Edge of Dawn Page 0,14
all.”
Lucan had told her much the same thing earlier tonight. That she had earned the disapproval of the Order’s founder and commander was bad enough. Disappointing Nathan and the other warriors who served alongside her was much harder to bear. “I’m sorry,” she said, meaning it wholeheartedly. “I wish I could forget him, Nathan, but I can’t.”
“You still love him.”
Not a question, and she couldn’t begin to deny it. Nathan, along with most of the Order and their mates, had long ago recognized the bond that had formed between Kellan and her over the years. What had begun for her as a childhood crush on a sullen, damaged boy had blazed into something much deeper as she matured into a young woman and watched Kellan become a courageous soldier, a good man of unshakable honor.
Mira had loved Kellan from the time she was eight years old. Growing up, he’d been her best friend, her favorite sparring partner when she’d entered training to become a warrior. He’d been her first kiss at fifteen. Her first taste of desire, when sparring and laughter turned to heated glances and caresses that left her virgin body trembling and hungry for more.
Kellan had been the only one for her. How many times had she imagined their life together? How often had she dreamed of their future, of sharing an eternity with him as his blood-bonded mate?
But he’d always held something of himself back from her. She’d never understood why. And then they’d shared one incredible night together—a night when she’d had all of him, at last—only to lose him forever a few short hours later in the blast that took his life.
“I can’t forget him, Nathan. And I can’t forgive the ones who tore him out of our lives. How do you do it? After all, Kellan was your friend too.”

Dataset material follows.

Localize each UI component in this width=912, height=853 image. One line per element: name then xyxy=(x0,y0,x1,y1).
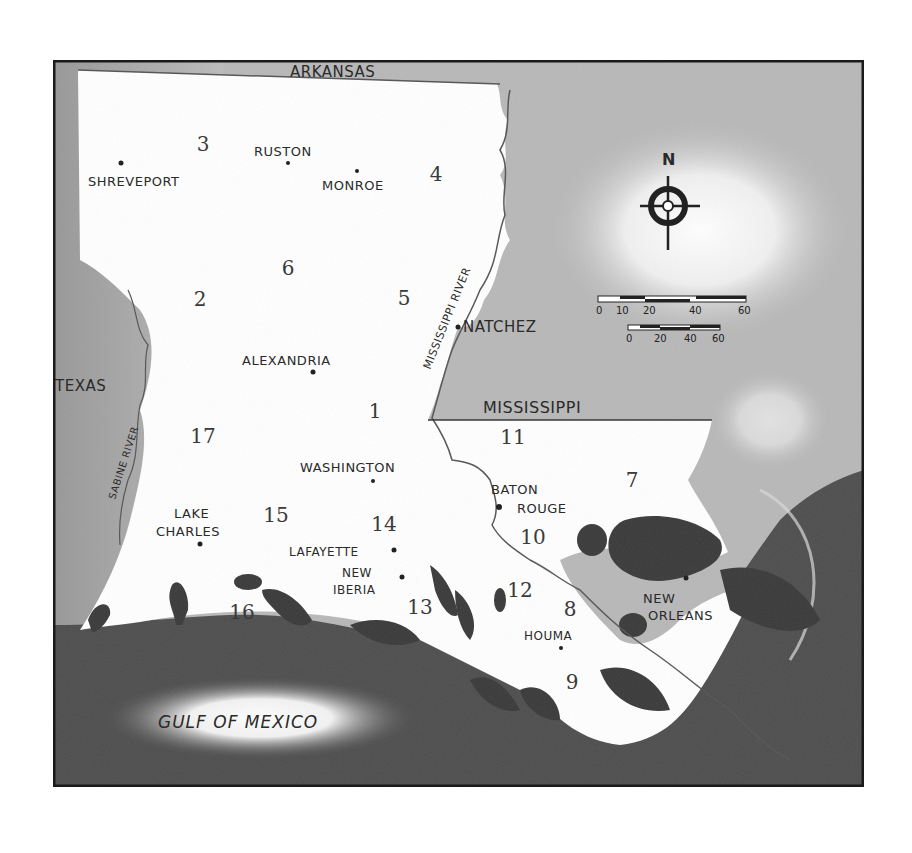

“The best I’ll ever have.” Nathan and Kellan had been as close as brothers. Maybe closer, having walked into combat together countless times as members of the same Order squad. They’d faced death together unflinchingly, dealt it without mercy when duty called for it. And they’d done it as friends, family, brothers-in-arms. Mira could see the pain of that loss in Nathan’s greenish blue eyes, even though his handsome face held its stoic, soldier’s expression. “I miss him too, Mira. I hate like hell that he’s gone. But he is gone. He’s dead. Throwing away your future won’t bring him back.”
God, if it would? For a brief, sharply desperate moment, she wondered what she would be willing to sacrifice to have Kellan alive again. Nearly a decade without him, and she still ached to see him, to touch him. Pathetic, how deeply she longed for that. Some stubborn piece of her still clung to the hope that this was just some awful, cosmic mistake that had to be corrected soon and then everything would be as it should be once again.
Right. Pathetic.
“When do you return to Montreal?” Nathan asked, a welcome break from her dark thoughts, drawing her back to reality. Which wasn’t much brighter at the moment.
“I don’t go back. Not for a while, that is.” She slanted him a rueful glance. “I’ve been summoned to D.C. for an in-person Council review with Lucan and the other Order commanders. Where, I’m all but sure, I’ll be asked to step down from my post as captain. Webb’s standing in as my replacement. Lucan’s decision. He’s already sent the team back to base without me.”
Idly, she traced her thumb over the scrollwork of one of her hand-tooled daggers—a gift from Nikolai and Renata, who were the closest thing to parents that she’d ever known. The blades were fashioned similarly to the ones Renata wielded so beautifully, but this pair had been designed especially for Mira, presented to her on the day she was promoted to captain.
The hilts of her two daggers were carved on each side, etched by the same artisan, bearing the same words that graced Renata’s four: Courage. Sacrifice. Honor. Faith.
She’d never felt more unworthy of holding them.
Nathan eyed her in grave silence, and even though he spared her from his opinion on the matter, she could tell that he understood as well as she did that her position with the Order was tenuous at best. She’d been exiled to a kind of no-man’s-land, not fully yanked from her footing but cut adrift just the same.
“Has a date been set for your Council review?”